1 Krzysztof Michalski, The Flame of Eternity: An Interpretation of Nietzsche's Thought, trans. Benjamin Paloff, Princeton: Princeton University Press, 2012. [Henceforth cited as FE]

2 See Alfred Baeumler, Nietzsche, der Philosoph und Politiker, Leipzig: Reclam, 1931.

3 See Martha Zapata Galindo, Triumph des Willens zur Macht: Zur Nietzsche-Rezeption im NS-Staat, Hamburg: Argument, 1995.

4 "Indem Heidegger das von Nietzsche Ungesagte im Hinblick auf die Seinsfrage zur Sprache zu bringen sucht, wird das von Nietzsche Gesagte in ein diesem selber fremdes Licht gerückt. Ausdrücklich sucht Heidegger Nietzsche anders zu verstehen, als dieser sich selber verstand: anders, keineswegs 'besser'." Wolfgang Müller-Lauter, Heidegger und Nietzsche. Nietzsche-Interpretationen III, Berlin: Walter de Gruyter 2000, p. 267.

5 Friedrich Nietzsche, The Will To Power, trans. Walter Kaufmann and R. J. Hollingdale, New York: Vintage 1968, p. 318.

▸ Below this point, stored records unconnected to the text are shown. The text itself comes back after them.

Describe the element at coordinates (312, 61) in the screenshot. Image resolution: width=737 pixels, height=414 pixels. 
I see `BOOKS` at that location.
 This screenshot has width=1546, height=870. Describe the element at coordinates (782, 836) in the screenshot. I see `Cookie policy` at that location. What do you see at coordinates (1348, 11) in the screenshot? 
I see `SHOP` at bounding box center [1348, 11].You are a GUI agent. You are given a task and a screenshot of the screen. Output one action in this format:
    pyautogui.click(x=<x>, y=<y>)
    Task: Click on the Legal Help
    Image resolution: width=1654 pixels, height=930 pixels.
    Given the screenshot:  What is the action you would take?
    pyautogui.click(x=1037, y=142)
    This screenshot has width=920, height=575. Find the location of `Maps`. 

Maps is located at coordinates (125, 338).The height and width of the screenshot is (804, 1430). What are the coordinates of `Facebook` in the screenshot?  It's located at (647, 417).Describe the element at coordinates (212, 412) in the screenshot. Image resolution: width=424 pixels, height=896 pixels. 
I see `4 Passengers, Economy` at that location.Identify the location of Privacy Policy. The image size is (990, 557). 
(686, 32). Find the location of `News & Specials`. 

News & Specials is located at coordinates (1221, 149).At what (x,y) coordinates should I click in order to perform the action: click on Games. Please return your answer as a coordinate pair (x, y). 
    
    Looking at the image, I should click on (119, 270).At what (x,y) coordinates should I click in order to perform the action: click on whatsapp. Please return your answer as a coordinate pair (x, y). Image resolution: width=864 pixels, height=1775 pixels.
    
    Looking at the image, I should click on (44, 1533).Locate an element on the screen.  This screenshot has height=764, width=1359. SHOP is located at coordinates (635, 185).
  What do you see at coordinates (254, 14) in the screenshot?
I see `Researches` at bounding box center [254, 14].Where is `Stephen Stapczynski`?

6 According to Strauss, Nietzsche believed "our own principles, including the belief in progress, will become as relative as all earlier principles had shown themselves to be" and "the only way out seems to be...that one voluntarily choose life-giving delusion instead of deadly truth, that one fabricate a myth." Leo Strauss, "Relativism," in The Rebirth of Classical Political Rationalism. An Introduction to the Thought of Leo Strauss, ed. and intr. Thomas L. Pangle, Chicago: University of Chicago Press 1989, 13-26, here p. 25.

7 "Cratylus" 440 c-d, in Plato: Complete Works, ed. with intr. and notes by John M. Cooper, Indianapolis: Hackett, 1997, p. 156.

8 See Die Fröhliche Wissenschaft, §374, in Friedrich Nietzsche-Werke II, ed. Karl Schlechta, Frankfurt a. M.: Ullstein 1972, p. 250: "Die Welt ist uns vielmehr noch einmal 'unendliche' geworden: insofern wir die Möglichkeit nicht abweisen können, daß sie unendliche Interpretationen in sich schließt."